Five takeaways from Indiana’s win over North Alabama

  • 11/13/2019 9:20 am in

Indiana cruised to another win on Tuesday night as it easily dispatched North Alabama, 91-65. The victory improved the Hoosiers to 3-0 with just four more non-conference games until Florida State comes to Bloomington on Tuesday, Dec. 3 for the Big Ten-ACC Challenge.

Here’s a look at five takeaways from the win over the Lions:

· A balanced offensive performance: Indiana is still very much a work in progress on both ends of the floor, but the Hoosiers shared the wealth offensively on Tuesday night.

All ten scholarship players who dressed played double figure minutes and each of them scored. Five Hoosiers scored in double figures, led by 20 points from Trayce Jackson-Davis.

“It’s not going to be the same guy every night with this group,” Archie Miller said postgame. “We have a lot of different types of guys that can help us and contribute in lot ways.”

It is probably unrealistic to expect Indiana to go eleven players deep when Devonte Green returns and the schedule gets tougher next month. However, having a multitude of options off the bench that can score is something Miller hopes to develop.

“When Devonte comes back, we have 11 guys that, as a coaching staff, that I feel like we’re good if they’re in a game right now,” he said. “If we put a guy in the game right now, we feel like they got to execute.”

· Hunter continues to build confidence: One of the positives of Indiana’s favorable early schedule is the opportunity afforded to the newcomers to gain experience.

Redshirt freshman Jerome Hunter has played between 15 and 20 minutes in each of Indiana’s first three games and Monday’s game was arguably his best so far.

“He gets better each week,” Miller said. “He’s very coachable. He keeps getting better. The more experience he gets, he gets better, so we’re sort of like on the same track we were a year ago with him. Starting to see him play a little bit more freely in the games.”

The Pickerington North product finished with 12 points in 20 minutes.

“I’m taking it game by game,” Hunter said last night. “I hope each game I start to get more and more comfortable. That’s my goal for this season.”

· Defense disappoints in first half: Despite winning comfortably, the final numbers don’t tell the story of how poorly Indiana played defensively in the first half.

The Hoosiers allowed 40 points before intermission and too often left shooters on the perimeter as North Alabama banged in six of its first seven 3-point attempts.

“I didn’t see them take very many tough ones in the first five, six minutes of the game, eight minutes of the game,” Miller said. “That’s where it got going.”

Miller’s comments circle back to a theme that has been present over the first three games: Indiana isn’t creating enough pressure defensively to make opponents uncomfortable. It starts on the perimeter and won’t change until the Hoosiers are able to clean up those issues.

“What they’re doing to us is really picking on us perimeter-wise in terms of drive,” Miller explained. “We’re having a hard time guarding the ball, and at the end of the day they’re putting us in tough situations.”

· Green getting closer to a return: While Miller stopped short of pinpointing a return date for Devonte Green, he continues to speak in terms that make it sound like significant progress is being made.

The senior guard from Long Island did not play in IU’s closed scrimmage against Marquette or the public exhibition against Gannon and has missed all three regular season games so far due to a hamstring injury.

“We have a lot of inexperience,” Miller said. “And back court-wise our depth getting Devonte back hopefully here in the near future helps give us another guy to throw in there.”

· Phinisee close to “full go” in practice: Rob Phinisee still isn’t playing the minutes he’ll be expected to play later in the season, but Tuesday was another step in the right direction for the sophomore point guard.

Phinisee started the second half in place of Armaan Franklin and finished with 13 points and six assists.

“He doesn’t really have a ton of restrictions (in practice),” Miller explained. “He played 20 some minutes tonight. Do I think he’s 100 percent? No. I don’t think he has his rhythm. I think a month of not practicing doesn’t allow you to get out there.”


▶ _What the exercise asks_:
Given the entries below, copy each of them out exactly.

▶ _Extracted data entries_:
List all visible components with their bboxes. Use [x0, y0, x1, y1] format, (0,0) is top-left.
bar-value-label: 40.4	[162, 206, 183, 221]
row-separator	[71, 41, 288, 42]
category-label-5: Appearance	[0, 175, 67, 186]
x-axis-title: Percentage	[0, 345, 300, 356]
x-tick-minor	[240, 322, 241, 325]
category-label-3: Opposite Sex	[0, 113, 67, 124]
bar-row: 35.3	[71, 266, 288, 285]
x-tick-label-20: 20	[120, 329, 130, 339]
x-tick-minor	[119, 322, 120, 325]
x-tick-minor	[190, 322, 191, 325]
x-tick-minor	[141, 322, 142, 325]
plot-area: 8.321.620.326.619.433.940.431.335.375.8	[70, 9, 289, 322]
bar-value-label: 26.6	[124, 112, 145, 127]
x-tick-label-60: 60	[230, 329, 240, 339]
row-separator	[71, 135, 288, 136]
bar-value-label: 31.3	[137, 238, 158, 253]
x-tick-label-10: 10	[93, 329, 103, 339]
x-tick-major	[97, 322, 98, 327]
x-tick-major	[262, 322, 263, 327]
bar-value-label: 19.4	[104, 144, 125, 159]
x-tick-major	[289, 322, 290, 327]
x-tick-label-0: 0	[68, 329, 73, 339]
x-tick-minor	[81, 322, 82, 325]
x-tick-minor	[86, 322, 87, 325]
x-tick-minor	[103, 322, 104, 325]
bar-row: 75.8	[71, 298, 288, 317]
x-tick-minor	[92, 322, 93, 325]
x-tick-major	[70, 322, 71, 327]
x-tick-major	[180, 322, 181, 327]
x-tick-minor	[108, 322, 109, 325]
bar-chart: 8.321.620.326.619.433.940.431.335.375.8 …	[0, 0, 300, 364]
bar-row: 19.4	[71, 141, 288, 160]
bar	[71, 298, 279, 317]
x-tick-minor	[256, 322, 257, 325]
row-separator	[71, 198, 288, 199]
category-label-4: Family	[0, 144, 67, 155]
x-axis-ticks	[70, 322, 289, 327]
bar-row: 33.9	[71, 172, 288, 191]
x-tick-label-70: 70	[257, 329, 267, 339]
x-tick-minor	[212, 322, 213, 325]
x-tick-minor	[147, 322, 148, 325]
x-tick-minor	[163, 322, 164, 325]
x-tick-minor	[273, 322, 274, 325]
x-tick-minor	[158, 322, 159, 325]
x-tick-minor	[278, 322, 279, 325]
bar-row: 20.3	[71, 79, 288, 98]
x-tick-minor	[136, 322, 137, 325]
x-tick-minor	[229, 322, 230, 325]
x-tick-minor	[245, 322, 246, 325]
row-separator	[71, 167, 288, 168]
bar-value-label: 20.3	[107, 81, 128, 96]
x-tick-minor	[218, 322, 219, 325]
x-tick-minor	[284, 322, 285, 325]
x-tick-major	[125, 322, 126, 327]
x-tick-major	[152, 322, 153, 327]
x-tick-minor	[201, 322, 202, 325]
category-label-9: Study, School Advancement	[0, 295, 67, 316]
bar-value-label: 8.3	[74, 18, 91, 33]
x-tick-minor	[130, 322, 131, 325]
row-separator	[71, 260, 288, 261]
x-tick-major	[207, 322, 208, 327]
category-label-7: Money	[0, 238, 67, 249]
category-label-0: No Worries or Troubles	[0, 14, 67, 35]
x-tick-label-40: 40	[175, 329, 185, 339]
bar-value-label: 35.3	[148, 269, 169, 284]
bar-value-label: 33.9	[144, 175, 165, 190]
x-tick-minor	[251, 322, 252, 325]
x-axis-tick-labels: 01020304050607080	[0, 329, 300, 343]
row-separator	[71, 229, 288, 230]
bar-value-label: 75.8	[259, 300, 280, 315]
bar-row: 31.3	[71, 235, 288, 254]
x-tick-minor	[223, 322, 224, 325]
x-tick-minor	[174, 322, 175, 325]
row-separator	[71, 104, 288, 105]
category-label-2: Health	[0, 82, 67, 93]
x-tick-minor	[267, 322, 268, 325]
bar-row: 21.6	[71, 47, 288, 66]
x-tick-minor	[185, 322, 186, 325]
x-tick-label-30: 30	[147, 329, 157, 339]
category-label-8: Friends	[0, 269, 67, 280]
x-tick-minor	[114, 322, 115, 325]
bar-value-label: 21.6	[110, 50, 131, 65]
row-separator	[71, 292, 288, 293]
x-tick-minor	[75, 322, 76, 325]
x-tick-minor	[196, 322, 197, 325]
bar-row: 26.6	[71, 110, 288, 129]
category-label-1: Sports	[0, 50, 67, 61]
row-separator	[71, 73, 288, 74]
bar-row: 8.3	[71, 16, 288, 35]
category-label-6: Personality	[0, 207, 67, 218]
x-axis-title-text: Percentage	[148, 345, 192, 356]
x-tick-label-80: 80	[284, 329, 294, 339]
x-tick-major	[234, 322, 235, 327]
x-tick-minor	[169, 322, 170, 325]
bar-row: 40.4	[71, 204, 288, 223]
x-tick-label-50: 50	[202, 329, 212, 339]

▶ _Written reply_:
List all visible components with their bboxes. Use [x0, y0, x1, y1] format, (0,0) is top-left.
bar-value-label: 40.4	[162, 206, 183, 221]
row-separator	[71, 41, 288, 42]
category-label-5: Appearance	[0, 175, 67, 186]
x-axis-title: Percentage	[0, 345, 300, 356]
x-tick-minor	[240, 322, 241, 325]
category-label-3: Opposite Sex	[0, 113, 67, 124]
bar-row: 35.3	[71, 266, 288, 285]
x-tick-label-20: 20	[120, 329, 130, 339]
x-tick-minor	[119, 322, 120, 325]
x-tick-minor	[190, 322, 191, 325]
x-tick-minor	[141, 322, 142, 325]
plot-area: 8.321.620.326.619.433.940.431.335.375.8	[70, 9, 289, 322]
bar-value-label: 26.6	[124, 112, 145, 127]
x-tick-label-60: 60	[230, 329, 240, 339]
row-separator	[71, 135, 288, 136]
bar-value-label: 31.3	[137, 238, 158, 253]
x-tick-label-10: 10	[93, 329, 103, 339]
x-tick-major	[97, 322, 98, 327]
x-tick-major	[262, 322, 263, 327]
bar-value-label: 19.4	[104, 144, 125, 159]
x-tick-major	[289, 322, 290, 327]
x-tick-label-0: 0	[68, 329, 73, 339]
x-tick-minor	[81, 322, 82, 325]
x-tick-minor	[86, 322, 87, 325]
x-tick-minor	[103, 322, 104, 325]
bar-row: 75.8	[71, 298, 288, 317]
x-tick-minor	[92, 322, 93, 325]
x-tick-major	[70, 322, 71, 327]
x-tick-major	[180, 322, 181, 327]
x-tick-minor	[108, 322, 109, 325]
bar-chart: 8.321.620.326.619.433.940.431.335.375.8 …	[0, 0, 300, 364]
bar-row: 19.4	[71, 141, 288, 160]
bar	[71, 298, 279, 317]
x-tick-minor	[256, 322, 257, 325]
row-separator	[71, 198, 288, 199]
category-label-4: Family	[0, 144, 67, 155]
x-axis-ticks	[70, 322, 289, 327]
bar-row: 33.9	[71, 172, 288, 191]
x-tick-label-70: 70	[257, 329, 267, 339]
x-tick-minor	[212, 322, 213, 325]
x-tick-minor	[147, 322, 148, 325]
x-tick-minor	[163, 322, 164, 325]
x-tick-minor	[273, 322, 274, 325]
x-tick-minor	[158, 322, 159, 325]
x-tick-minor	[278, 322, 279, 325]
bar-row: 20.3	[71, 79, 288, 98]
x-tick-minor	[136, 322, 137, 325]
x-tick-minor	[229, 322, 230, 325]
x-tick-minor	[245, 322, 246, 325]
row-separator	[71, 167, 288, 168]
bar-value-label: 20.3	[107, 81, 128, 96]
x-tick-minor	[218, 322, 219, 325]
x-tick-minor	[284, 322, 285, 325]
x-tick-major	[125, 322, 126, 327]
x-tick-major	[152, 322, 153, 327]
x-tick-minor	[201, 322, 202, 325]
category-label-9: Study, School Advancement	[0, 295, 67, 316]
bar-value-label: 8.3	[74, 18, 91, 33]
x-tick-minor	[130, 322, 131, 325]
row-separator	[71, 260, 288, 261]
x-tick-major	[207, 322, 208, 327]
category-label-7: Money	[0, 238, 67, 249]
category-label-0: No Worries or Troubles	[0, 14, 67, 35]
x-tick-label-40: 40	[175, 329, 185, 339]
bar-value-label: 35.3	[148, 269, 169, 284]
bar-value-label: 33.9	[144, 175, 165, 190]
x-tick-minor	[251, 322, 252, 325]
x-axis-tick-labels: 01020304050607080	[0, 329, 300, 343]
row-separator	[71, 229, 288, 230]
bar-value-label: 75.8	[259, 300, 280, 315]
bar-row: 31.3	[71, 235, 288, 254]
x-tick-minor	[223, 322, 224, 325]
x-tick-minor	[174, 322, 175, 325]
row-separator	[71, 104, 288, 105]
category-label-2: Health	[0, 82, 67, 93]
x-tick-minor	[267, 322, 268, 325]
bar-row: 21.6	[71, 47, 288, 66]
x-tick-minor	[185, 322, 186, 325]
x-tick-label-30: 30	[147, 329, 157, 339]
category-label-8: Friends	[0, 269, 67, 280]
x-tick-minor	[114, 322, 115, 325]
bar-value-label: 21.6	[110, 50, 131, 65]
row-separator	[71, 292, 288, 293]
x-tick-minor	[75, 322, 76, 325]
x-tick-minor	[196, 322, 197, 325]
bar-row: 26.6	[71, 110, 288, 129]
category-label-1: Sports	[0, 50, 67, 61]
row-separator	[71, 73, 288, 74]
bar-row: 8.3	[71, 16, 288, 35]
category-label-6: Personality	[0, 207, 67, 218]
x-axis-title-text: Percentage	[148, 345, 192, 356]
x-tick-label-80: 80	[284, 329, 294, 339]
x-tick-major	[234, 322, 235, 327]
x-tick-minor	[169, 322, 170, 325]
bar-row: 40.4	[71, 204, 288, 223]
x-tick-label-50: 50	[202, 329, 212, 339]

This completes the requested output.